Revealed: The Old NSA Data Center Had the Capacity to Track and Store 100 Years’ Worth of Data on Not Only Americans but Also Every Person Worldwide
For years, brave whistleblowers sounded the alarm about the U.S. government’s growing surveillance capabilities that threaten our privacy and freedom. Edward Snowden exposed the NSA’s broad bulk data collection programs (like PRISM and metadata sweeps on phone records), revealing a “collect it all” mindset that raised major alarms about government surveillance of Americans. Wikipedia – Utah Data Center
William Binney, a former NSA technical director and earlier whistleblower, was far more specific about the old NSA Utah Data Center’s capabilities in Bluffdale. Speaking in 2012-2013 about that facility (long before any new
AI Data projects existed), he estimated it could handle 5 zettabytes of data (with some references to even larger yottabyte-scale potential). In his words:
“They would have plenty of space with five zettabytes to store at least something on the order of 100 years worth of the worldwide communications, phones and emails and stuff like that.”
Binney warned the old NSA facility was built to vacuum up and store content (not just metadata) of communications for potential retroactive searching and analysis on a massive scale. He sounding the alarm that this infrastructure already enables unprecedented tracking and long-term storage of personal data from Americans and people worldwide. Skeptics Stack Exchange – Binney Quote
The old NSA center already possessed jaw-dropping capabilities to store and process vast amounts of personal communications for decades. Yet the new hyperscale AI data centers will dwarf it entirely in power and processing – potentially handling more information than humanity has ever generated or imagined before, thanks to AI-driven analysis at speeds and scales that turn “big data” into something truly unimaginable.
During the course of writing this article, intense lobbying and public pressure significantly altered the proposed AI data center I had originally planned to use as the primary example. The Stratos Project in Box Elder County, Utah, was dramatically scaled back from its original ambitions. I am therefore now comparing the revised and reduced Stratos plan to the old NSA Utah Data Center (the “Bumblehive”) in Bluffdale.
For additional perspective, I will also compare the old NSA Bumblehive to five of the largest hyperscale AI data centers proposed or under development in the United States (ranked by announced power capacity and overall campus scale as of mid-2026).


TO DO. All lines before the one containing "This screenshot has width=941, height=485.", plus that line itself, are to be printed exactly as they appear below.

EXTRACTED INFORMATION.

———

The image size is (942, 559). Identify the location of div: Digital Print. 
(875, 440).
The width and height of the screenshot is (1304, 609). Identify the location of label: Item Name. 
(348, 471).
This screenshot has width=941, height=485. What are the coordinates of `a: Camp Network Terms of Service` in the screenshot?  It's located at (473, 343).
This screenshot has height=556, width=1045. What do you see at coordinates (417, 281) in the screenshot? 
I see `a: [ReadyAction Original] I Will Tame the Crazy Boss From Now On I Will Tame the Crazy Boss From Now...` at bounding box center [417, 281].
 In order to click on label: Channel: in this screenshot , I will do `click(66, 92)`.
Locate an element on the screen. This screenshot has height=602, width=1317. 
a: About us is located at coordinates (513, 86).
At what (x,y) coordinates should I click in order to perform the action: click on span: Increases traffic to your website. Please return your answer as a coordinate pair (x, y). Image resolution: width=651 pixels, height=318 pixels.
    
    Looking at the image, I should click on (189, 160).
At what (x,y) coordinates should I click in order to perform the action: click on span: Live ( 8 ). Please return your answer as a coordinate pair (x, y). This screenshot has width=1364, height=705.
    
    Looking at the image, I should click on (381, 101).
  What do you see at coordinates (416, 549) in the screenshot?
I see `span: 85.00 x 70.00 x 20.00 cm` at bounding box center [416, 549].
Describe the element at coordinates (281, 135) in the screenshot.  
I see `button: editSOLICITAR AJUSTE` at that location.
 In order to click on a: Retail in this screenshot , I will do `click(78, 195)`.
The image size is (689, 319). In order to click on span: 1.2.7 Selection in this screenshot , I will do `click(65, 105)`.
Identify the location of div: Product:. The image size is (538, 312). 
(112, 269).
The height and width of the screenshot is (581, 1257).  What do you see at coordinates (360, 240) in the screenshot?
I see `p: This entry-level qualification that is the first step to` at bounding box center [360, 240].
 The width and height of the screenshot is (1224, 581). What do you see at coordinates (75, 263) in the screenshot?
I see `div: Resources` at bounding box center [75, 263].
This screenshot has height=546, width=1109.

———

REPLY.
The image size is (942, 559). Identify the location of div: Digital Print. 
(875, 440).
The width and height of the screenshot is (1304, 609). Identify the location of label: Item Name. 
(348, 471).
This screenshot has width=941, height=485. What are the coordinates of `a: Camp Network Terms of Service` in the screenshot?  It's located at (473, 343).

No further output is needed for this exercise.